Minus Returns After An Unintentional Six Month Hiatus
A whole lot has gone down in the life of Minus these past few months. Some good. Some bad. Some very, very, very bad. Some so bad that I kind of went numb and sought refuge in a cave that was my apartment. I stopped short of hearing voices, but when my friend sent me a link to a New Yorker article titled, Hellhole, I decided it might be time for my inner child to make some changes.
Hellhole wasn’t intended as one of those, “I thought you might find this interesting” gestures. It was a genuine punch in the face. One that almost took me by surprise. In short, the piece talked about solitary confinement and how it’s one of the most inhumane forms of torture. It described the lives of monkeys and men who were accidental and intentional experiments and it talked about their brains and their minds and how they had become something of a cannibalizing vortex and, well, i didn’t want to become a 34-year old drooler with Marilyn Manson eyes, so I reduced my wordly possessions by almost 85% and moved. Into another apartment. Still in Brooklyn, but remote enough that I would be forced to walk actual distances. Now I’m living with two people who are strangers. They like to talk to each other and watch tv together and have actual conversations and I’ve required myself to participate. All of these things I did to myself on purpose, in an effort to halt my tracks and go a different way.

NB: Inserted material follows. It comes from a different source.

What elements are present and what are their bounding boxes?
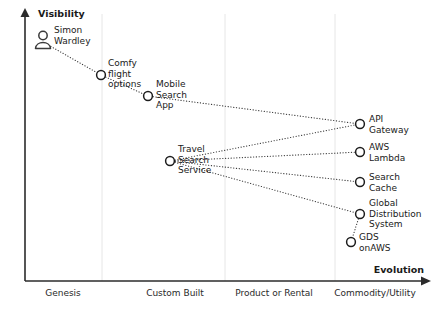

The only thing I feared with my move was the possibility that I could end up in a neighborhood that was just a little too sane, but those fears were quickly put to rest the day I went to get the keys. Parked alongside the curb sat an old army green Volkswagen van, with a did-it-myself camouflage patterned canoe strapped to the top, Abraham Lincoln stenciled on the side, and a plastered collection of the greatest hits in bumper sticker history covered both glass and metal. As I read aloud, “God was my copilot, but we crashed into the mountains and I ate him,” I knew that I was home.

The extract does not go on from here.